• _What needs to be done_
Print the lines that run from the line with "This screenshot has" to the line with "The image size", keeping both end lines, exactly as they appear in the entries below, and nothing else.

• _Material provided_
-*-
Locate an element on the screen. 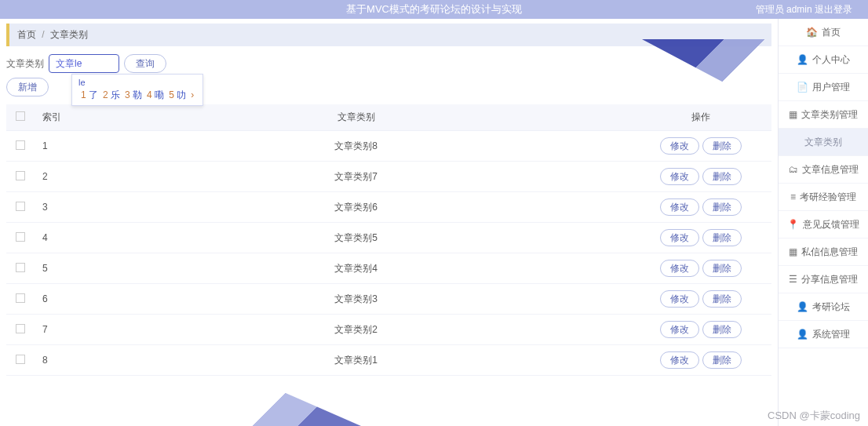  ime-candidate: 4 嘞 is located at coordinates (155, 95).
-*-
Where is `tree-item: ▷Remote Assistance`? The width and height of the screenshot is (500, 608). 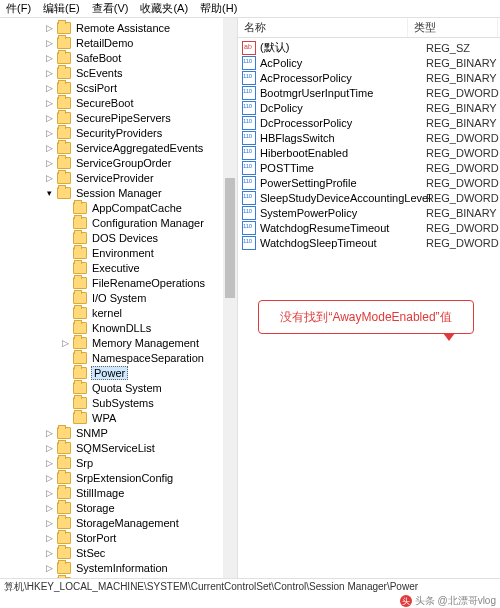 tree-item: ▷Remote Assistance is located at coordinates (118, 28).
-*-
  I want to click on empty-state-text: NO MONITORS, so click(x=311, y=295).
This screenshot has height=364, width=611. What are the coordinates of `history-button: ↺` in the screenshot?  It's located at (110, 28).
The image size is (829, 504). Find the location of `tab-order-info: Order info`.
-*-
• _Answer for this exercise_
This screenshot has height=364, width=611. What are the coordinates of `history-button: ↺` in the screenshot?  It's located at (110, 28).
The image size is (829, 504). Find the location of `tab-order-info: Order info`.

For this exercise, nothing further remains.